Feedback
Scholia generates per-student feedback as plain markdown files. This page discusses the design decisions behind this choice.
Plain markdown. Markdown is the most portable format for structured
text: it renders neatly in GitHub, Jupyter, most email clients, and every
major documentation platform. Students can open a .md file in any text
editor without any tooling. PDF is not produced by default, because PDF
generation requires a render pipeline; the markdown source is the
artefact, and instructors or institutions can convert it as needed.
Category feedback, not student-specific prose. The feedback string for a category is written once in the scheme and appears verbatim in every student's file who received that category. This is a deliberate trade-off. Writing individualised prose for every student is time-consuming and inconsistent: the same error is described differently in the twentieth script than in the first. Category feedback is consistent by construction.
Notably, this does not prevent personalisation. An instructor who wants
to add a student-specific note can edit the generated markdown file
directly after running scholia mark. The generated file is a starting
point, not a final document.
Incomplete students. A feedback file is generated for every student in the roster, even those who have not been fully marked. Incomplete questions appear as "not yet marked", and the total is shown as "incomplete". This means partial feedback can be shared during a long marking period, and students who have been missed are easily spotted.
The marks CSV. marks.csv contains one row per student with their
total mark. It is intended for upload to an external grade book or
spreadsheet. Students who have not been fully marked appear with an
empty total.
The summary file. summary.md gives a cohort-level view: mean,
median, standard deviation, minimum, and maximum total, together with a
breakdown of how many students received each category for each question.
This breakdown is often more informative than the mark distribution alone,
because it shows where the cohort clustered in the scheme: which
categories were common, which were rare, and which questions produced the
most variation. The summary charts complement this with a visual overview.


◆ Task statement: Could you filter the records below and keep only the lines with the word "absent"?

>>

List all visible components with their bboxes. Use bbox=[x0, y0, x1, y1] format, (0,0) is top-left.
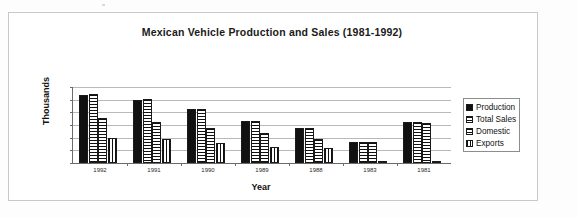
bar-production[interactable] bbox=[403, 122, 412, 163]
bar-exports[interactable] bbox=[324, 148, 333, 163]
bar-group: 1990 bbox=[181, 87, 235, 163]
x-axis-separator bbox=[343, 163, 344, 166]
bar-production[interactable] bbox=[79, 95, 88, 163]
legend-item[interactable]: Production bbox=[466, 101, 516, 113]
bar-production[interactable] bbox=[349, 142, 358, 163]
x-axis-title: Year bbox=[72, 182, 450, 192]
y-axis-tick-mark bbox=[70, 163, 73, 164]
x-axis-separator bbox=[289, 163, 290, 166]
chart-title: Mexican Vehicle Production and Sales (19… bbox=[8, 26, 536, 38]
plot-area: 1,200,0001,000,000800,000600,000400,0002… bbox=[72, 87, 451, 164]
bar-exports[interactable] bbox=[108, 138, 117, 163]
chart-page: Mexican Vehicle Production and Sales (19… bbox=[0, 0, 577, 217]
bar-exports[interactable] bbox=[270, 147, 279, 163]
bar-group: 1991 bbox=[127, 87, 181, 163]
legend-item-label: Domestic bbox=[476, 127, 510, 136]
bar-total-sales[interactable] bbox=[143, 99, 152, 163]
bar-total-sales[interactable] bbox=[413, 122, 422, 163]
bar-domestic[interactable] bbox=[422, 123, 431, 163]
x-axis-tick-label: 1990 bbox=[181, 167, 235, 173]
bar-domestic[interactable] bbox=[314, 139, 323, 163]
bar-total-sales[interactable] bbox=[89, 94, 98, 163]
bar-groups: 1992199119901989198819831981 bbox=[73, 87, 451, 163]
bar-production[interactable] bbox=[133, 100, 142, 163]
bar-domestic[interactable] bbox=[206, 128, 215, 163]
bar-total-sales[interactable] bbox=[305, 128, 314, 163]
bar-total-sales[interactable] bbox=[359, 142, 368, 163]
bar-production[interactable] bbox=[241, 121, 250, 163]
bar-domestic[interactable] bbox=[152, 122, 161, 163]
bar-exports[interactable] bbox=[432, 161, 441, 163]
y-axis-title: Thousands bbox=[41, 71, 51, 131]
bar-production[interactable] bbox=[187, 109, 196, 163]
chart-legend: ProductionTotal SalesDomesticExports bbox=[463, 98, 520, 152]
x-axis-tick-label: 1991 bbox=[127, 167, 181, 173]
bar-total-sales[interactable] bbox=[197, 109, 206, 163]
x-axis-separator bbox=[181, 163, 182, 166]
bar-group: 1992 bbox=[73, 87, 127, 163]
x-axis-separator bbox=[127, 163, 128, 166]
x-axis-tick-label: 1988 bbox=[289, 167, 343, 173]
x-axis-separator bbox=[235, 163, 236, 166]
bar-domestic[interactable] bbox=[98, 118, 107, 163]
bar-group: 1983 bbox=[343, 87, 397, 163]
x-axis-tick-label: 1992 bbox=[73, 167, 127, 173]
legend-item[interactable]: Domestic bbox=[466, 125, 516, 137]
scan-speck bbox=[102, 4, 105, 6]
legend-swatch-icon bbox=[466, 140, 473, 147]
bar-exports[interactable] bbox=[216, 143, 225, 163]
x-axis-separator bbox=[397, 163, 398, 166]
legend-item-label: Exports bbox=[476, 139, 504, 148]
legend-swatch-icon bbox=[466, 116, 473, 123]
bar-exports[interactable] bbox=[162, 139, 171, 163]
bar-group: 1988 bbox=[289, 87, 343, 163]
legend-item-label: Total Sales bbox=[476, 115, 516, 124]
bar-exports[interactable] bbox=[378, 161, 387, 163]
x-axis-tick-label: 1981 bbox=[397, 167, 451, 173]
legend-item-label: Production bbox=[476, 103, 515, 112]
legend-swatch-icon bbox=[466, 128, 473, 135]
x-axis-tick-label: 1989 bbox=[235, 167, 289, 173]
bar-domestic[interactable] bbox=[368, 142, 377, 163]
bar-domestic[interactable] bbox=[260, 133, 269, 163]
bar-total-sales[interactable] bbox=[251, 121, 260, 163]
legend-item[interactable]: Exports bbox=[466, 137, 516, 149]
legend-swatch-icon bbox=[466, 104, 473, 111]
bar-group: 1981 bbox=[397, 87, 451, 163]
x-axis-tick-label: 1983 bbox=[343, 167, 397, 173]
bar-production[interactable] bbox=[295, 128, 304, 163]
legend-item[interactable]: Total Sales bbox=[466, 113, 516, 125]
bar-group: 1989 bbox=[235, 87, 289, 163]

<<
>>

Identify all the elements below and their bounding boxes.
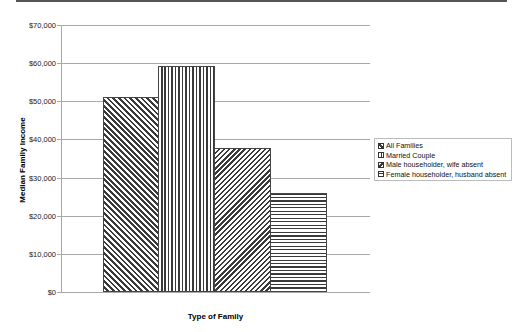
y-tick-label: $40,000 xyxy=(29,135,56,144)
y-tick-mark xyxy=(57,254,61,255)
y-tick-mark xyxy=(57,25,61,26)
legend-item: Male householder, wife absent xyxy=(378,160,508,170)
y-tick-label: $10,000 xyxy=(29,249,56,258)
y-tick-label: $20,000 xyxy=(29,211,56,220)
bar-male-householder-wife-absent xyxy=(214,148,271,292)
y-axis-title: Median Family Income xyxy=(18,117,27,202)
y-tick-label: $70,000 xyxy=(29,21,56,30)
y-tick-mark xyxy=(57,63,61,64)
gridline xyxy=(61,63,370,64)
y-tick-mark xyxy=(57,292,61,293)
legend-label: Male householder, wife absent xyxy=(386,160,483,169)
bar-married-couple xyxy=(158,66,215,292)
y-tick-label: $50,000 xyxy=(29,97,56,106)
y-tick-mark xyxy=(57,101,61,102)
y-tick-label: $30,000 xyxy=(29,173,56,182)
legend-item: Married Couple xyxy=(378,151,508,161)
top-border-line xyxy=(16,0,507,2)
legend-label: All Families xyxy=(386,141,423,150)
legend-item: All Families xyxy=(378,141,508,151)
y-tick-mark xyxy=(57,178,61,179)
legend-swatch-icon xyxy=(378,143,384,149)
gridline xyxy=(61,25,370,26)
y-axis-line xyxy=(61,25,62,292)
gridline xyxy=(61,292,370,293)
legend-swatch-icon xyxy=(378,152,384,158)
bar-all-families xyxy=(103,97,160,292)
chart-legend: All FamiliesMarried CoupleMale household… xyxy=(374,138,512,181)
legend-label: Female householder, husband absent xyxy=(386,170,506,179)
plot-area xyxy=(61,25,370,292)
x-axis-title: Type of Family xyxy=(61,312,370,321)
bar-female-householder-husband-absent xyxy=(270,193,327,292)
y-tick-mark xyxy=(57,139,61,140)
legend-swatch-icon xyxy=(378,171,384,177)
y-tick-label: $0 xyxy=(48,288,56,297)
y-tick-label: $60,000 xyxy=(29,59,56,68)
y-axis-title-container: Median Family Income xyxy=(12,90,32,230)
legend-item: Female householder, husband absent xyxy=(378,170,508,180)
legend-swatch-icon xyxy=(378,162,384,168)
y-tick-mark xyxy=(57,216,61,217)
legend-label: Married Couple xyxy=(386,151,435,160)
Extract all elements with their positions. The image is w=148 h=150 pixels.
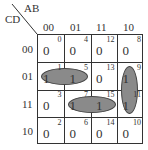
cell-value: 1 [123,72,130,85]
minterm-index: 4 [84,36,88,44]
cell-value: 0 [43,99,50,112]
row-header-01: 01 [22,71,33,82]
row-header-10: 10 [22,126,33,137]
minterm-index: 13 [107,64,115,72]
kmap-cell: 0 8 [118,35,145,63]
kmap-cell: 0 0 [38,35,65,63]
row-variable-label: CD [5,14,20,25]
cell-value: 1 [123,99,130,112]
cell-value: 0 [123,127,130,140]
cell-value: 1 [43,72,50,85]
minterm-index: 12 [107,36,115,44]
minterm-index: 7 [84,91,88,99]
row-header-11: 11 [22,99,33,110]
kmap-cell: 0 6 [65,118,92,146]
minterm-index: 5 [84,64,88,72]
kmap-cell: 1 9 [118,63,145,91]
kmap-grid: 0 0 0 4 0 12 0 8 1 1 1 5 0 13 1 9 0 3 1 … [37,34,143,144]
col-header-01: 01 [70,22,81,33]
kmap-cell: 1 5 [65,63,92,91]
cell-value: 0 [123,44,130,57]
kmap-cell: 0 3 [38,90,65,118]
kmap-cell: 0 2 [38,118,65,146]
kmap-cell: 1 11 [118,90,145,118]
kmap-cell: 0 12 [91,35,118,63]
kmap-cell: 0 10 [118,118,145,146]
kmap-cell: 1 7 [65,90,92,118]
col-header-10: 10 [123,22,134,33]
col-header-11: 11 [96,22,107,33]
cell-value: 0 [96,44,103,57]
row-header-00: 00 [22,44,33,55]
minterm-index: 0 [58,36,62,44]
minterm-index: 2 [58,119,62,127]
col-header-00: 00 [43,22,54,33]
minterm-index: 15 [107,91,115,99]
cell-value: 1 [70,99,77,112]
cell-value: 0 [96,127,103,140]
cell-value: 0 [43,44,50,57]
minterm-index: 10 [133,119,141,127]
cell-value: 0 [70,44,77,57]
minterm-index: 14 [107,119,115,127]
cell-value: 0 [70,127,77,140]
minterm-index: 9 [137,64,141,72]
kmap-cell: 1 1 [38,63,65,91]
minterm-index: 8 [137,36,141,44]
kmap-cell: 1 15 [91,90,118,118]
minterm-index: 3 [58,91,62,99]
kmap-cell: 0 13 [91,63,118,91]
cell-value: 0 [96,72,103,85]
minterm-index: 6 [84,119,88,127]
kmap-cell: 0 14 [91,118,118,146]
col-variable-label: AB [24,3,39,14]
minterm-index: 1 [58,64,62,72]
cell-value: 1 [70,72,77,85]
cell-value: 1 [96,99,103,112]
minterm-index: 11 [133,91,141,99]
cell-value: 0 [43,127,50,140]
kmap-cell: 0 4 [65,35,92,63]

<<

◆ Written response:
legend-item: Male householder, wife absent xyxy=(378,160,508,170)
bar-male-householder-wife-absent xyxy=(214,148,271,292)
legend-label: Male householder, wife absent xyxy=(386,160,483,169)
legend-label: Female householder, husband absent xyxy=(386,170,506,179)
bar-female-householder-husband-absent xyxy=(270,193,327,292)
legend-item: Female householder, husband absent xyxy=(378,170,508,180)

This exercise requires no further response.